Australia’s Foreign Investment Review Board (FIRB) ignores all foreign purchases of Australian real estate. The organisation is useless and probably corrupt. Here is yet another reason to sack the entire board and start again.
According to the Australian Crime Commission (ACC), global crime syndicates (notably outlaw bikie gangs) are buying some of Australia’s most expensive real estate.
Some of Australia’s most expensive real estate is being bought by global crime syndicates, one of the country’s top crime-fighting bodies says.
So worried are they about the influx of dirty money that the Australian Crime Commission has launched an investigation looking at money laundering and terrorism financing through property.
Concerns that criminals may be targeting real estate were raised within the commission about six months ago, according to an ACC spokeswoman.
Parliamentary secretary to the Treasurer Kelly O’Dwyer said the federal government was being forced to play catch-up on the issue.
The Targeting Criminal Wealth Special Investigation is expected to run until June next year.
“Taskforce investigations have uncovered information about organised crime entities investing in high-value commodities, such as real estate, to help launder illicit funds into the legitimate economy,” said ACC chief executive Chris Dawson.
“The Australian real estate sector is perceived as stable and at low risk of significant depreciation in the short term, and potential for growth in the long term. It is likely that organised crime are exploiting these conditions to invest in the Australian real estate market to launder the proceeds of illicit activity including drug profits.”
The ACC declined to specify countries of concern because the investigation is ongoing.
Parliamentary secretary to the Treasurer Kelly O’Dwyer said the federal government was being forced to play catch-up on the issue because there had been no co-ordinated data matching scheme on property records to date.
The recently announced data-matching scheme set to start from December 1 as part of the federal government’s crackdown on foreign investment would be a big help to agencies like the ACC in these investigations, Ms O’Dwyer said.
“One of the key recommendations of the House Economics Committee Review into foreign ownership was to co-ordinate all relevant data so it is accessible to the relevant government bodies, from Austrac to Immigration and a number of other bodies,” Ms O’Dwyer said. “Once this is up and running it will give us a clear picture of what’s going on and where money is coming from.”
In recent months the ACC has talked to a handful of agents who specialise in high-end property transactions about how they check the bonafides of buyers and their ability to purchase a property.
“I told them most of our offshore buyers are referred to us by their lawyer or accountant and come to us as a prequalified or legitimate buyer,” said Craig Pontey, director of Sydney firm Ray White Double Bay.
“If organised crime is targeting real estate, I haven’t seen it. But there’s no doubt the Foreign Investment Review Board (FIRB) must be under resourced, (or just incompetent and/ or corrupt) because there’s been a lot of investment in the past 20 years – and not just Chinese investment – and no-one has been tracking that.”
Tits on a Bull
Coalition MP Kelly O’Dwyer says the Foreign Investment Review Board isn’t doing its job, pointing out that it has failed to enforce laws restricting investment in real estate by foreigners. Foreign buyers cannot buy established homes without approval, yet the FIRB are turning a blind eye.
“I must say I think there has been a failure of leadership in FIRB,” she said. “I think they have not been proactive in the way they have gone about their role.
In fact the problem is so serious there needs to be a Senate Enquiry into foreign ownership and the systemic failings of the FIRB. According to Treasury figures, foreign ownership in Australian real estate surged to $24.8 billion in the first nine months of the 2014 financial year, which was an increase of 93 per cent on 2013.
The Chinese are snapping up purpose-built, high-density inner-city apartments in Sydney and Melbourne. The current fine, of $85,000, was considered simply as the “cost of doing business”.
Otherwise high end real estate agents don’t ask questions, just happily pocket the cash.
Ken Jacobs, of Christie’s International, said it is routine to verify a buyer’s identity, but that in the pursuit of that information he recently lost a would-be buyer for one of Sydney’s waterfront trophy homes.
“In this case because we were dealing with an intermediary we needed to establish who they were acting for to ensure any funds weren’t the proceeds of crime or the buyer wasn’t on the sanctions list.”
The foreign buyer’s details were never forthcoming.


The problem:
Quote, word for word, only the lines running from the line with "Find the location of a" through the end of the listing. Leave out the pictures.

Information:
┌──
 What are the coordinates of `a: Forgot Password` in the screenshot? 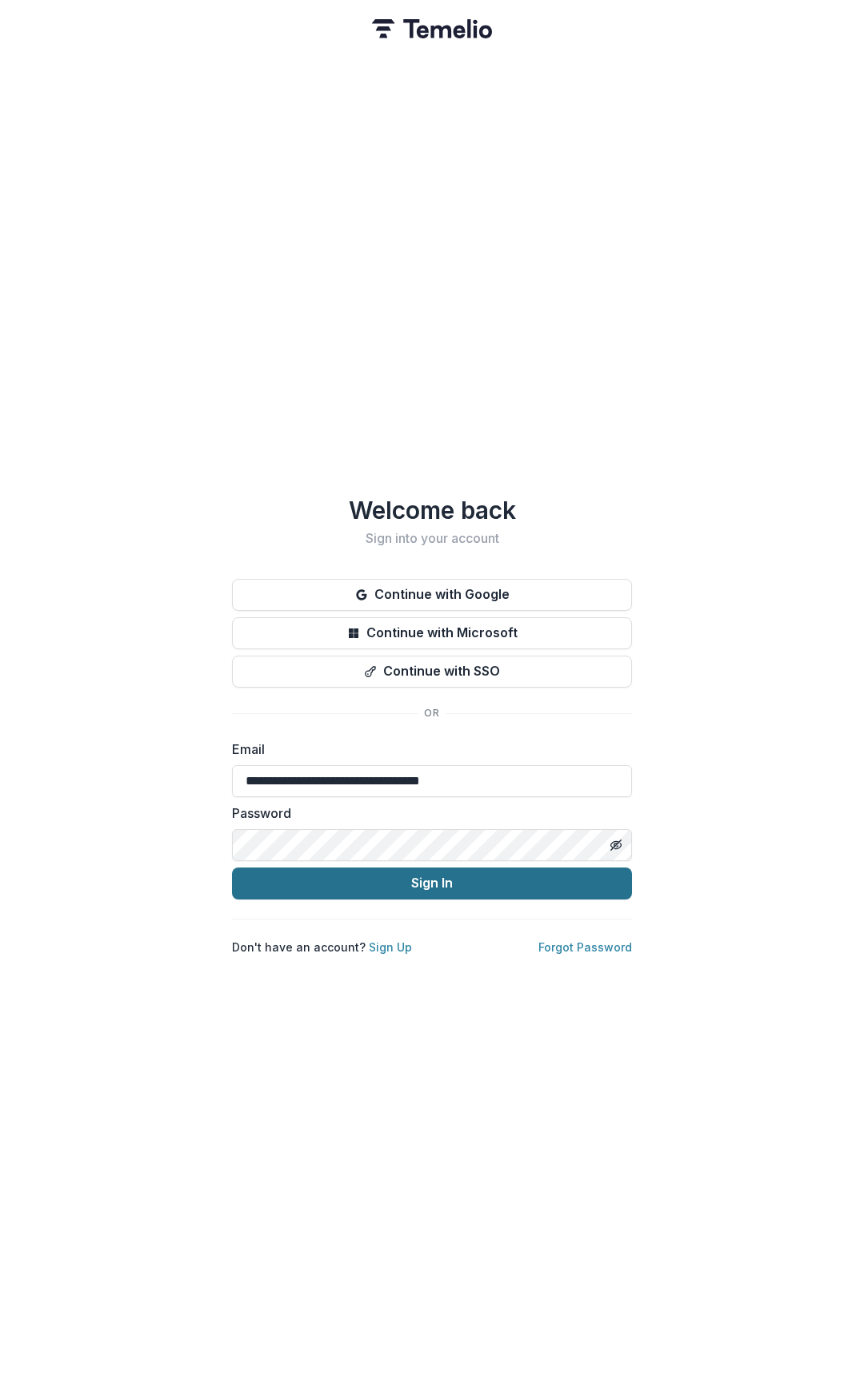 It's located at (584, 946).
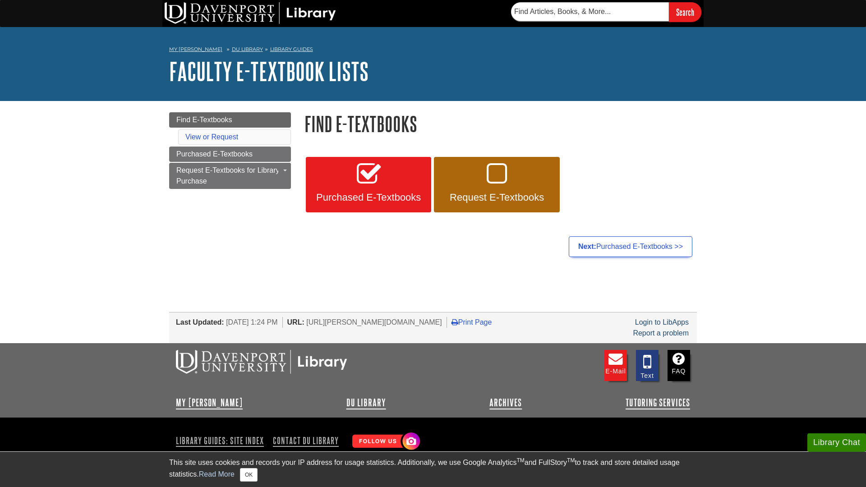 This screenshot has height=487, width=866. What do you see at coordinates (657, 403) in the screenshot?
I see `a: Tutoring Services` at bounding box center [657, 403].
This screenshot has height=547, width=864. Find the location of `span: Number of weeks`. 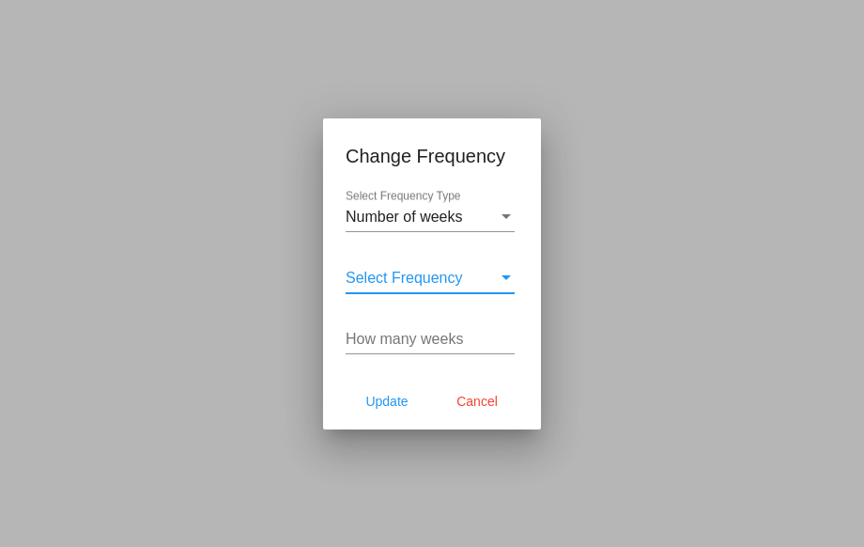

span: Number of weeks is located at coordinates (404, 216).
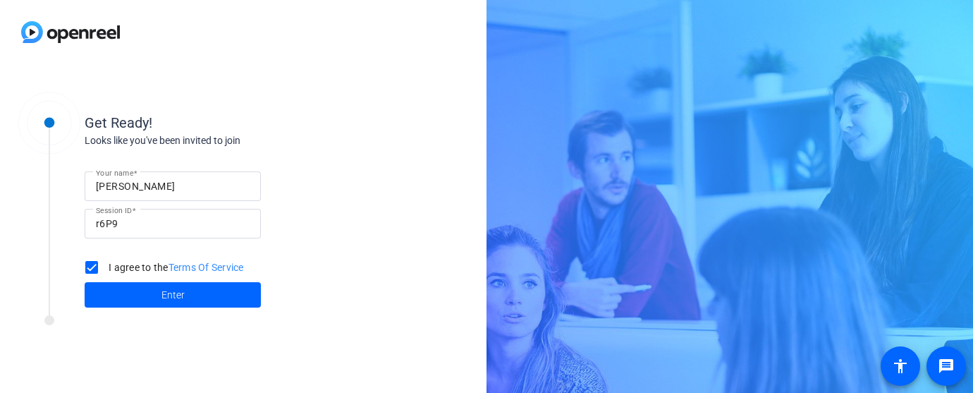 The height and width of the screenshot is (393, 973). Describe the element at coordinates (114, 173) in the screenshot. I see `mat-label: Your name` at that location.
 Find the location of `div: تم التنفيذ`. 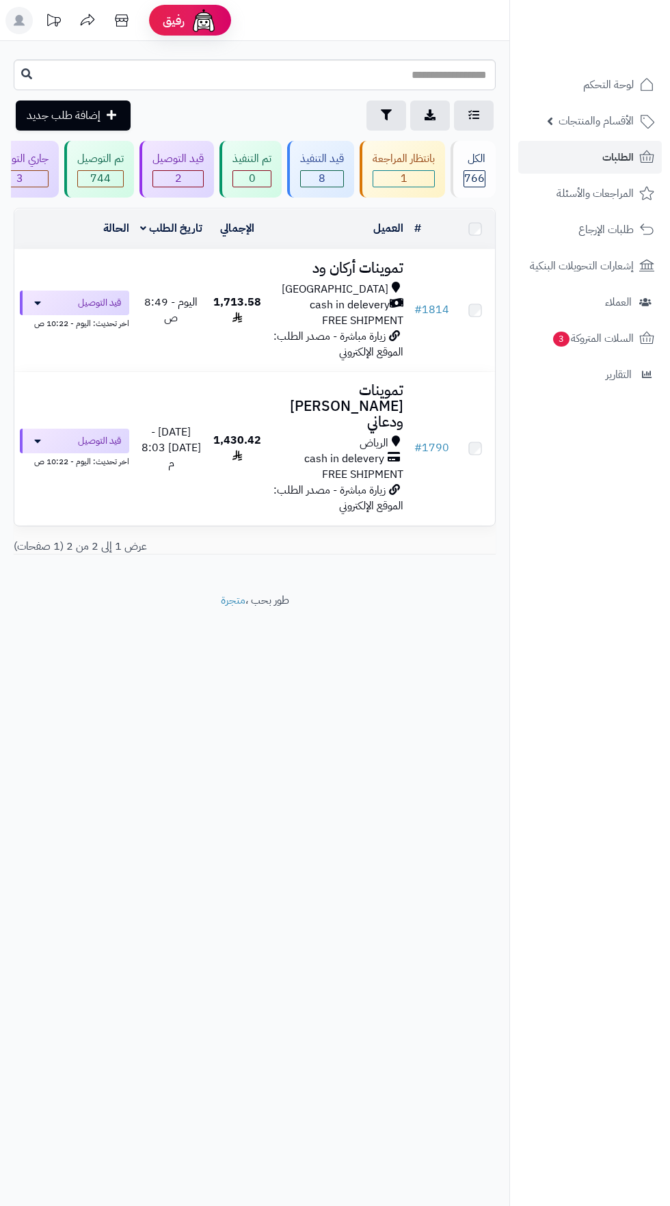

div: تم التنفيذ is located at coordinates (252, 159).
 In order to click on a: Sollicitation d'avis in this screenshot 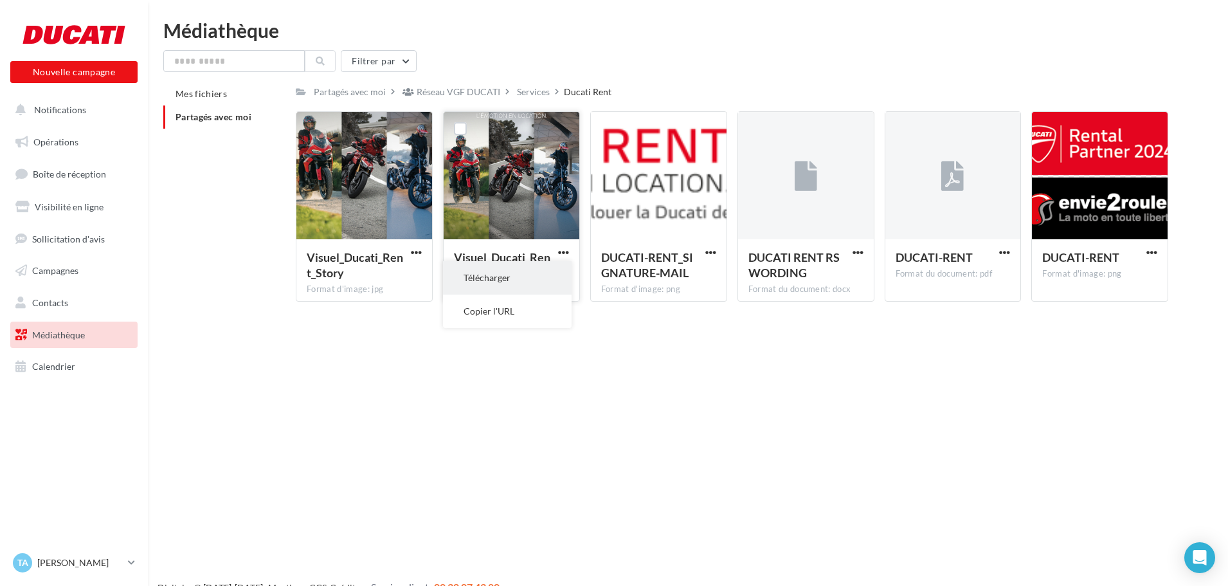, I will do `click(74, 239)`.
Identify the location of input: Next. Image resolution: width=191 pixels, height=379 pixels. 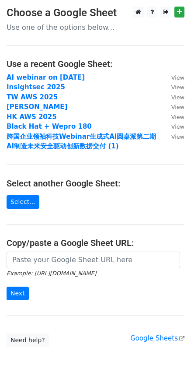
(18, 293).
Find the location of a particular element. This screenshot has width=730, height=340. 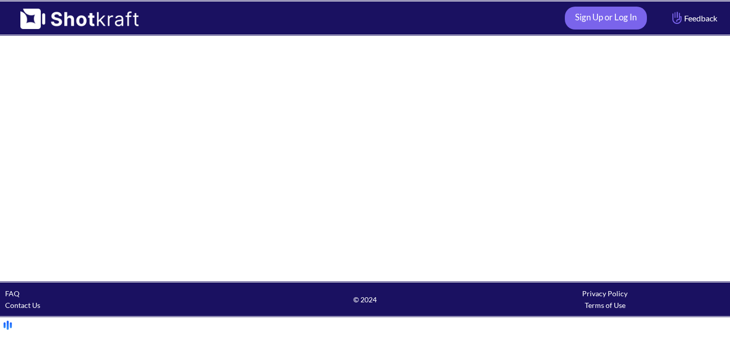

div: Terms of Use is located at coordinates (604, 305).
└──
Answer to this problem:
Find the location of a particular element. This screenshot has width=730, height=340. 

div: Terms of Use is located at coordinates (604, 305).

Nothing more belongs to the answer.